IVES Sonata No 2 'Concord Mass' (Rangell; Brylewski)

Record and Artist Details

Composer or Director: (Charles) Grayston Ives

Genre:

Instrumental

Label: Dux Recordings

Media Format: CD or Download

Media Runtime: 49

Mastering:

DDD

Catalogue Number: DUX1313

DUX1313. IVES Piano Sonata No 2, Concord (Daniel Brylewski)

Tracks:

Composition Artist Credit
Sonata No 2 "Concord Mass 1840-60" (Charles) Grayston Ives, Composer
(Charles) Grayston Ives, Composer

Composer or Director: Carl Nielsen, George Enescu, Arnold Schoenberg

Genre:

Instrumental

Label: Steinway & Sons

Media Format: CD or Download

Media Runtime: 44

Mastering:

DDD

Catalogue Number: 30100

30100. IVES Sonata No 2 'Concord Mass' (Rangell)

Tracks:

Composition Artist Credit
(3) Pieces Carl Nielsen, Composer
Andrew Rangell, Piano
Carl Nielsen, Composer
Carillon Nocturne George Enescu, Composer
Andrew Rangell, Piano
George Enescu, Composer
2 Pieces Arnold Schoenberg, Composer
Andrew Rangell, Piano
Arnold Schoenberg, Composer
In the 80 years since John Kirkpatrick gave Ives’s Concord Sonata its first complete performance, the music has evolved from a pianistic Mount Everest scaled by a brave few to an international repertoire staple equally embraced by proficient young virtuosos such as Daniel Brylewski and older maverick personalities like Andrew Rangell.

Brylewski approaches Ives’s combative and convoluted keyboard-writing with a scrupulous eye and ear for detail, taking the opening ‘Emerson’ movement’s impulsive and sometimes contradictory tempo modifications on faith. Countermelodies emerge in clear perspective alongside clotted chords.

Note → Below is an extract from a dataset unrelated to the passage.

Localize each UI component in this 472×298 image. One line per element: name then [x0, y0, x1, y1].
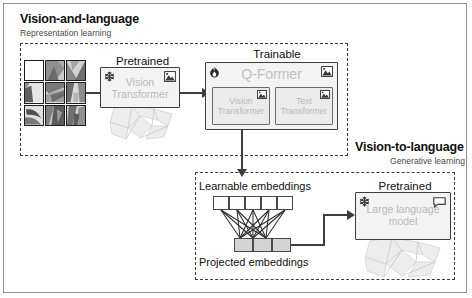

The pianist’s care over slurred staccatos lends uncommon distinction to the passages in which they occur, while his unruffled command of the long chains of left-hand arpeggios conveys effortless sweep. Yet while Rangell doesn’t match Brylewski’s hyper-detailed control, he contrasts and characterises Ives’s rapid changes from petulant outbursts to lyrical tenderness more convincingly. Similarly, Rangell hurls into the rapid runs and syncopations in ‘Hawthorne’ with the improvisatory fervour one hears in Ives’s own piano playing on private discs, whereas Brylewski smooths out the edges, with every note in its exact place. In the central march, however, Rangell is rhythmically unsettled, while Brylewski’s rigid accuracy pales next to Jeremy Denk’s brisker, more idiomatic interpretation.

Rangell’s fidgety sense of timing undermines moments of simplicity and repose in ‘The Alcotts’, as well as Ives’s directives for when to press forward and hold back. Brylewski’s well-calibrated balances and finger-based legato keep the music’s spacious countenance at bay, in contrast to the more songfully inflected readings of Steven Mayer (Naxos) and Kirkpatrick (Sony). ‘Thoreau’ brings out the best in both pianists. Rangell beautifully taps into the movement’s narrative swings, despite his cavalier adherence to Ives’s time-tested dynamics (the ‘echo’ effects, for example, go for nothing). Brylewski allows the heavily scored broad passages enough room to resonate and makes an insidious transition into the first statement of the slow left-hand A C G ostinato (3'33" into the movement). Carolin Ralser’s lovely playing of the optional flute solo towards the end is miked at an appropriate distance, ‘across Walden Pond’, as it were. Rangell is the first and hopefully the last pianist on record to pucker his lips and whistle the flute part. Such cuteness cheapens one of Ives’s most inspired moments.

If anything, Rangell’s recreative intensity seems to merge more organically with his disc’s other selections. He wrings more angularity and harmonic tension from Nielsen’s imaginative Op 59 tryptich than anyone else on disc and gives shape and meaning to Enescu’s gorgeous evocations of distant bells, while, I might add, taking Enescu’s pianissimos more seriously than he does those of Ives! His arpeggiation of non-arpeggiated chords, though, seems mannered rather than purposeful. In comparison to relatively objective, ‘by the book’ renditions of Schoenberg’s Op 33 from Pollini (DG, 6/88), Lubimov (Vista Vera) and Jacobs (Nonesuch), Rangell’s interpretations are broader, more rhetorical and contrapuntally varied.

In short, the virtues and drawbacks of both Concord performances balance each other out. Neither, however, usurp Jeremy Denk’s bold and brilliant reference version, out of print on CD but available via download.